Introduction: Bean Beast Pizza

About: A Northern Ireland based maker with a propensity to cause trouble and freshly constructed family.

A friend and I were bored one day and chatting about ways to make pizza more substantial in our manly guts and decided that some experiments would be done, this is the first of my experiments to find out how to tank out pizza...

I'd call it a success, also despite being doubly as filling and damn tasty it's tipping the scales between 900 and 1000 calories, which is not too bad, most store bought pizzas are a few hundred more and one I had to myself which was good turned out to be over 2000 calories, so for fulfilment to health ratio I'd call it healthy, though you could knock two hundred off by not adding a second layer of cheese.

The eating experience was interesting, the combination of pizza and bean textures was nice but it's extremely messy, this could be helped but lowering the bean count a bit and putting them on the top layer instead of the bottom.

Tastiness was definitely good though I do recommend using hot sauce or a preferred condiment like I did, because I left a bit without to see how it was and it the tomato sauce of beans wasn't up to much when pizzafied.

Kidney beans or some such may be more suitable for this application, but not butter beans, that would be vile.

Step 1: Ingredients.

The ingredients are rough guesses and not complicated.

Pizza base or pizza dough, make your own if you like, if you do make it yourself give it a pie like lip to make the construction process easier.

Beans, about half a standard can, I used more but to keep it from falling apart as much as mine did I'd use a little can or just a bit less than half a normal can.

Cheese, I used roughly one hundred grams of cathedral city mature cheddar, use your preferred cheese(s) and drop to roughly 75 grams for single layer.

Tomato puree/sauce or your preferred variation, I went for simple sieved tomatoes here because I reckoned using my usual tomato and basil wouldn't mix well, the tomato sauce makes it more like a standard pizza but I reckon it could be done without, however it makes the leap smaller.

Hot sauce, I like cholula but you could change it out for some other condiment, brown sauce goes nicely with beans, even sweet chilli could go well...

Step 2: Beans on First.

I did it this way but I think it may be less mess to swap the tomato puree to the bottom, this is just the way I did it and learned something.

Spoon the beans on and try to spread them a bean thick or so, don't pick up much sauce, it'll make it far messier, unless you're not adding the tomato.

I then threw a generous helping of hot sauce on to the beans, to make it tastier.

If your oven's as old as mine, start preheating it now. (200oC)

Step 3: Cheese It!

I decided to add a light layer of cheese on to the the beans in the hopes that it'd bind them in a bit while cooking...

It did kind of work, but not that well, mozzarella would be much better than the cheddar I used here...

Step 4: Adding Sauce.

I added on to of the beans and cheese a thin layer of sieved tomatoes, to make the pizza more like a pizza, not too much though, I went a bit overboard here...

Just a bit is all that's needed, honestly go a little easier than I did because it'll make the pizza better in the end, same taste except better cooked and less mess.

Step 5: Final Cheesing.

I added the top layer of cheese, because I was a little short on toppings because I need to go shopping but after eating it I would say tomatoes, peppers, bacon, ground beef, sausage and maybe pepperoni would be good bets to add on top.

Step 6: Chuck It in the Oven.

So if your oven's up to temperature (200oC) then chuck the pizza on in.

I did it for twelve minutes at 200 then threw the dial to maximum for another few minutes to crisp it up a bit.

I recommend a metal pizza tray with no holes, mine has holes, the oven now needs cleaned and I'd say it'd make a fair mess of a pizza stone.

Step 7: Take It Out.

This may be tricky to do with out getting beans everywhere, especially when taking photos, because of the sloppy thickness of the pizza, combined with lack of stringing cheeses it isn't that stable.

Also, if your oven is like mine, maximum temperature may be rather high, usually a waft of 200 to the face is no bother but that near knocked me over opening the door, it's the first time I've had to leave it so long to crisp something and it had time to get some heat up.

Step 8: Dig In!

if you do follow and make one of these, please send me photos and general improvements, I have a line of pizza experiments to complete and any tips or photos would be really welcome.

Enjoy this with a big plate, a bib and use a spoon to eat up the stuff that falls off, also the crispy bits at the edge are gorgeous, it's like cheese fried beans.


**What the task requires:** Work out how many lines in the data below include "pixels", then reply with that number only.
◆ ◆ ◆ ◆ ◆
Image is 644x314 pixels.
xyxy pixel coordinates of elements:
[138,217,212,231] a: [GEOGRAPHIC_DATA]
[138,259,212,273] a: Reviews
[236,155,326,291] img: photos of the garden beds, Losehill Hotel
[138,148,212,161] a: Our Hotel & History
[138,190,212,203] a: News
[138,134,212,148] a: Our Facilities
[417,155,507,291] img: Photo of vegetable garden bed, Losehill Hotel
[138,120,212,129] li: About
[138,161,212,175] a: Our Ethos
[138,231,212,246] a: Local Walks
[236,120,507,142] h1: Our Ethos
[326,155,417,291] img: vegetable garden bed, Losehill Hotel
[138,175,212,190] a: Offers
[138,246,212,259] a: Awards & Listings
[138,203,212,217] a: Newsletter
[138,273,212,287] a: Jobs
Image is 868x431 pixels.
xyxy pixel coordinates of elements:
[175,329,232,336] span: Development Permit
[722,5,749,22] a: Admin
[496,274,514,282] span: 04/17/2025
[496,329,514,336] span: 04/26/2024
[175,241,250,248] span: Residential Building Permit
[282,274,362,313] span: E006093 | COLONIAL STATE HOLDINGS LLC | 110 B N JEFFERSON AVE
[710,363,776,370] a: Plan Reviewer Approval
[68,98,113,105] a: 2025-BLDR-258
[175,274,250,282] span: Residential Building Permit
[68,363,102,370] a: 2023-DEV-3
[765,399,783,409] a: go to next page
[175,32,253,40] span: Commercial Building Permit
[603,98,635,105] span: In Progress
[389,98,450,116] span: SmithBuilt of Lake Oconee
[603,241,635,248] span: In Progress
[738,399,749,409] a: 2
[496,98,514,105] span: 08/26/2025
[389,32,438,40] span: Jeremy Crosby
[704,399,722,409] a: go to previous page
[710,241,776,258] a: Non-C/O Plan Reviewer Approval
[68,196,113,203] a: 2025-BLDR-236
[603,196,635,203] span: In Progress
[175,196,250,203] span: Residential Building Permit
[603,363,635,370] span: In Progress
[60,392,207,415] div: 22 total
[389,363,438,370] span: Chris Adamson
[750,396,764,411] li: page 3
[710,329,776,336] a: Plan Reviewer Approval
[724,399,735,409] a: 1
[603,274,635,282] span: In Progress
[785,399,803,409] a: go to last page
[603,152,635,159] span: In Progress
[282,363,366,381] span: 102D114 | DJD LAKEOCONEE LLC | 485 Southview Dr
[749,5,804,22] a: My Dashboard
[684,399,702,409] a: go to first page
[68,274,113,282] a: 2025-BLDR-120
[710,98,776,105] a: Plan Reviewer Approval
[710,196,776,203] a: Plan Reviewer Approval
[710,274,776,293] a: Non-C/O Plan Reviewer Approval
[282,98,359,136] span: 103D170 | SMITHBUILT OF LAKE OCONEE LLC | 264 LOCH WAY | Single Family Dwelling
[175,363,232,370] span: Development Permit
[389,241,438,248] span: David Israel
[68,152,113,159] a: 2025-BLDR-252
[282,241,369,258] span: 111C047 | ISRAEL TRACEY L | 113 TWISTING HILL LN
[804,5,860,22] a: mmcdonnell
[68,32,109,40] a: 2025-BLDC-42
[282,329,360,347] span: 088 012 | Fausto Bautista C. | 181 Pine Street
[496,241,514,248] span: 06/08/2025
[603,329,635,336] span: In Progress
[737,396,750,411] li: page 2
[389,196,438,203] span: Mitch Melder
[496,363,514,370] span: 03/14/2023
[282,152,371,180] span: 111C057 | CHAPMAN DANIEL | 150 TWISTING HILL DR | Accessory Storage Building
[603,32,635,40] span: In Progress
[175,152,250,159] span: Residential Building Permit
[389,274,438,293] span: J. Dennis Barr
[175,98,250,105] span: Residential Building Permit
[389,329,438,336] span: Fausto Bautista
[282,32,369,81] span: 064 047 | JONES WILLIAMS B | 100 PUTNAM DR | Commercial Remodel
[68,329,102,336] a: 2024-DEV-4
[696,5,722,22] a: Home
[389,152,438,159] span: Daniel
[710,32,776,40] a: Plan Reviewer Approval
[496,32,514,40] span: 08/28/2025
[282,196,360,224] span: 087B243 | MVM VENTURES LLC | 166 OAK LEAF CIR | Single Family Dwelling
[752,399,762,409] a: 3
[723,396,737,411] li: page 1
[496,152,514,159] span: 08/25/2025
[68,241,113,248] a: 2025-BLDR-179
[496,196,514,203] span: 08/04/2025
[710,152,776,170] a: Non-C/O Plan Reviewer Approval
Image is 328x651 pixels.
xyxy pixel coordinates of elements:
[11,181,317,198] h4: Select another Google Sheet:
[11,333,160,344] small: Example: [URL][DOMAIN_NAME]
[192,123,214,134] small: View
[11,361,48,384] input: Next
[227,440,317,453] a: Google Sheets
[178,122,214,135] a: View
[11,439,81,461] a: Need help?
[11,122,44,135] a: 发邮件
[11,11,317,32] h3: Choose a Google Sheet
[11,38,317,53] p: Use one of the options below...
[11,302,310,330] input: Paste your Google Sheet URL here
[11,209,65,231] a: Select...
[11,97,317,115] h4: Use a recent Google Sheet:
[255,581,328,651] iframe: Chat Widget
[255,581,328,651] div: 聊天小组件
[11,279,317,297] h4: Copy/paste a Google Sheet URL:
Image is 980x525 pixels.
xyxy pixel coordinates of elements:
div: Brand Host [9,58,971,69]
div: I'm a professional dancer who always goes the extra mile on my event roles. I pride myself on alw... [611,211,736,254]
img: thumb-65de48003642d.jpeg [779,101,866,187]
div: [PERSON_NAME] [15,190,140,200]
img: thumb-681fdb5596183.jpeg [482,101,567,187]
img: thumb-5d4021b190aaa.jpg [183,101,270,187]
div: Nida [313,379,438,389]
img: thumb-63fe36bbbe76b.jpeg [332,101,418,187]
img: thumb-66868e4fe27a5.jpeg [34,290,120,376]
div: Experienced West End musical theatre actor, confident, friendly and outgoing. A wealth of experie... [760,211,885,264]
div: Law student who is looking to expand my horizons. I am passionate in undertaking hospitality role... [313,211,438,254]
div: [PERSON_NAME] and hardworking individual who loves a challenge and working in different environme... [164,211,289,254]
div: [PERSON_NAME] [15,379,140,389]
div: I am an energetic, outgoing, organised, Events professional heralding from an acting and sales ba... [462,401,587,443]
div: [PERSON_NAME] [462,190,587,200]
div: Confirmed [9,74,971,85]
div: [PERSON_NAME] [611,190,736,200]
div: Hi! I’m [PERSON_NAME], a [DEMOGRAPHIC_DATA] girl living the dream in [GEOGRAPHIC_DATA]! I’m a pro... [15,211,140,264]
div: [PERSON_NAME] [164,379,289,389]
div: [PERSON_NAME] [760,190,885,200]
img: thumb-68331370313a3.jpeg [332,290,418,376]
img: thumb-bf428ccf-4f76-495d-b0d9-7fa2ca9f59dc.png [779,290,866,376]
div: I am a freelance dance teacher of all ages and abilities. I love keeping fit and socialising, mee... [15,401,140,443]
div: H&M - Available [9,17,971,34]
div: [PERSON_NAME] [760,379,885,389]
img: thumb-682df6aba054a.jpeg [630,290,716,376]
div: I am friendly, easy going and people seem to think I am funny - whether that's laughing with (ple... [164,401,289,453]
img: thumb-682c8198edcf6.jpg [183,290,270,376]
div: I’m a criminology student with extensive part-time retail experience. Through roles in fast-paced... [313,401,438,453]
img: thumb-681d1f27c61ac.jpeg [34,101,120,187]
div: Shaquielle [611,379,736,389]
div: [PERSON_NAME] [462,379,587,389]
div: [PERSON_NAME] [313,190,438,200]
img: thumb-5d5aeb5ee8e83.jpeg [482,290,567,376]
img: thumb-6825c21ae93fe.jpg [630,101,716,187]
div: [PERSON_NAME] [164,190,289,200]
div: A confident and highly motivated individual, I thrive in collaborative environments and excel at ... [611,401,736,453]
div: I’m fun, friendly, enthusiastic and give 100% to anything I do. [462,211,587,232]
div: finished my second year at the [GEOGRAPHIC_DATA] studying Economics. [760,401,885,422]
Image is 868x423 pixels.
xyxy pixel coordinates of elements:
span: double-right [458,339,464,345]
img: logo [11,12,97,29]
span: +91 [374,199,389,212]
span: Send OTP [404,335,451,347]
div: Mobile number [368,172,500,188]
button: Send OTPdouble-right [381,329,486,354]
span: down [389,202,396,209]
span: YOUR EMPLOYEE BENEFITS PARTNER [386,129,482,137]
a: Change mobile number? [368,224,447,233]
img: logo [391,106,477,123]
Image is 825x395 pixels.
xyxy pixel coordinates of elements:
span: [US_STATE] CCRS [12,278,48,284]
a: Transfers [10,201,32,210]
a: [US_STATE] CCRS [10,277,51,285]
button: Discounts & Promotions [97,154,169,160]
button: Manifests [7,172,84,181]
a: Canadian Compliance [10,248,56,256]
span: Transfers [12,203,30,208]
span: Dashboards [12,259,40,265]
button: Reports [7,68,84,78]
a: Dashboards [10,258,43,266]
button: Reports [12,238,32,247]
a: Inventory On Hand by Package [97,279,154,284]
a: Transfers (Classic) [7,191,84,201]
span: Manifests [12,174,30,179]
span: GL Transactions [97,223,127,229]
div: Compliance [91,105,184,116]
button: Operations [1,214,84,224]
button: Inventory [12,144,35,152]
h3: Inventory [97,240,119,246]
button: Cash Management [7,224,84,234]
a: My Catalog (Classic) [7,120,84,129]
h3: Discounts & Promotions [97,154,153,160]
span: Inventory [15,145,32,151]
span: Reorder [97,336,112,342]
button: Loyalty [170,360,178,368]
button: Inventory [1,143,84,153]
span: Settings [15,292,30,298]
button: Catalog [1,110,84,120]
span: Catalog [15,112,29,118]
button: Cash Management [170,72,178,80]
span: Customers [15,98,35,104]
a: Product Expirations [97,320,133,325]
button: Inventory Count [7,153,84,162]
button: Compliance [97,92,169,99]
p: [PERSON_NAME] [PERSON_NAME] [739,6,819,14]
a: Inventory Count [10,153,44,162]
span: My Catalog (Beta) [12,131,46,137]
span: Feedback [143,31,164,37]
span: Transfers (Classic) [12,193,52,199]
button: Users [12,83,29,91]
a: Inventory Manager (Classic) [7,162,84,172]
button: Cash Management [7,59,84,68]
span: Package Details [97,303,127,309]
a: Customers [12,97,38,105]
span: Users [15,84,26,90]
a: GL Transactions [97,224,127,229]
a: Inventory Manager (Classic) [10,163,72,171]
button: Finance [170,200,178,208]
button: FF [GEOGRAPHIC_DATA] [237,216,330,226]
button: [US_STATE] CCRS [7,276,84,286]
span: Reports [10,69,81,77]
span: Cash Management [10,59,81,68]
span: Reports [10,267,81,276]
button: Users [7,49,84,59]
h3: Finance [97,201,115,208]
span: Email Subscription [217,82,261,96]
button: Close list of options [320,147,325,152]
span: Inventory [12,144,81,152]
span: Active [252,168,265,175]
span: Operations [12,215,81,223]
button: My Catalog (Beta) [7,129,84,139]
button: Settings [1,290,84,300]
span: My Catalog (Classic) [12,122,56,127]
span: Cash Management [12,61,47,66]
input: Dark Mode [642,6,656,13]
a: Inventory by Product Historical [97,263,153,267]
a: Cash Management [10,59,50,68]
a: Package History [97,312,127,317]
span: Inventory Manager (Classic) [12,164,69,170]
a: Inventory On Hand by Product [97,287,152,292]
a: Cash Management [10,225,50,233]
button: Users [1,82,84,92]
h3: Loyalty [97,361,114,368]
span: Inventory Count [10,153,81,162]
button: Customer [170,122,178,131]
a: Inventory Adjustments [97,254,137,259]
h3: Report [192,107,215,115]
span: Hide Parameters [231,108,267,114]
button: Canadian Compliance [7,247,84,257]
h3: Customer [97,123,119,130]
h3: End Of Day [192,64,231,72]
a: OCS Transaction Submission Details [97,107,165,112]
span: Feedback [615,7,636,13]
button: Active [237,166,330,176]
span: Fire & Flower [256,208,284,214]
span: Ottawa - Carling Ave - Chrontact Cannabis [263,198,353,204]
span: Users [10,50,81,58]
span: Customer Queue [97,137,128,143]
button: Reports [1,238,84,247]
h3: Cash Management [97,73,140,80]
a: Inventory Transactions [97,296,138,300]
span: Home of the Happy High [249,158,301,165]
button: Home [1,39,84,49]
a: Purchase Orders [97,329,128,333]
◆ ◆ ◆ ◆ ◆
**Written solution:** 6